Plain white only. Off-white, cream, light grey, and any patterned background will be flagged by the V2.0 automated checker. Make sure your background is genuinely white in the original photo — this tool fills transparent areas with white, but it cannot change a cream or grey wall to white. The OCI card portal is different: its official FAQ specifies "light colour background, not white," though in practice processors accept white for OCI too.
Yes — there is no studio requirement. Use the rear camera of a smartphone (not the front-facing selfie camera, which distorts faces at arm’s length). Stand in front of a plain white wall in diffuse daylight from a window (avoid direct sun and harsh overhead light). Have someone else take the photo from about 1.5 metres away. Then crop using this tool’s face-guide overlay.

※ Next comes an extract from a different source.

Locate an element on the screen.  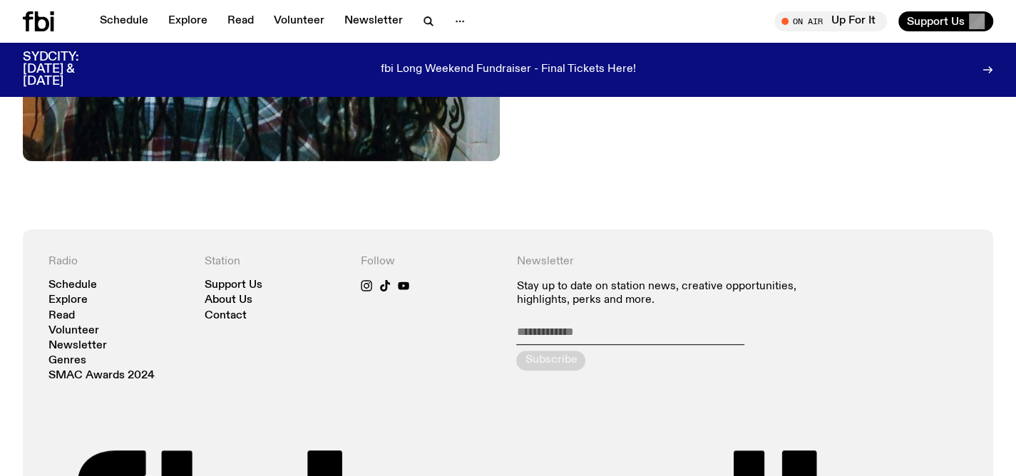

No — all processing happens entirely in your browser using the Canvas API. Your photo never leaves your device. You can verify this by disconnecting from the internet after the page loads — the tool continues to work offline. Most "free" online resizers upload your photo to their servers, where it can be logged or retained.
No — OCI uses a different spec. OCI requires a 51×51 mm (2×2 inch) square photo at 200×200 to 900×900 pixels, maximum 200 KB. The official OCI FAQ specifies a "light colour background, not white" — though in practice VFS/BLS processors accept white. This tool is configured for the Indian passport spec (35×45 mm, 630×810 px). For OCI, you need a separate square-format tool.
No — Tatkal uses the same 35×45 mm, 630×810 px, plain-white-background spec as a normal application. The only difference is processing speed and additional documentation requirements. Carry two printed copies of the 35×45 mm photo to your PSK appointment, same as a normal application.
Children under 4 years submit physical photos only — no live capture at the PSK. The standard 35×45 mm white-background rules still apply, but eye and expression requirements are explicitly relaxed for babies under 1 year (per the MEA Minor Photo Guidelines). Parents, toys, chairs, and pacifiers must not appear in the frame. Children aged 4–18 still have their photo captured live at the PSK on appointment day.
Yes. Adults need to carry two printed 35×45 mm copies to the PSK appointment, even though Counter A captures a fresh live photo on the day. The printed copies are backup if the live capture fails and are also requested during police verification. Print the resized output from this tool on standard photo paper at 35×45 mm — the actual passport booklet uses the live PSK capture, not your uploaded or printed photo.
No — every country has a different spec. The US visa is 2×2 inch (51×51 mm) square. The UK visa allows 35×45 mm but on a light grey background (not white). Schengen uses 35×45 mm with a light/grey background. UAE accepts 35×45 mm with wider tolerances. This tool’s output (35×45 mm, 630×810 px, plain white background) is designed specifically for the Indian Passport Seva portal.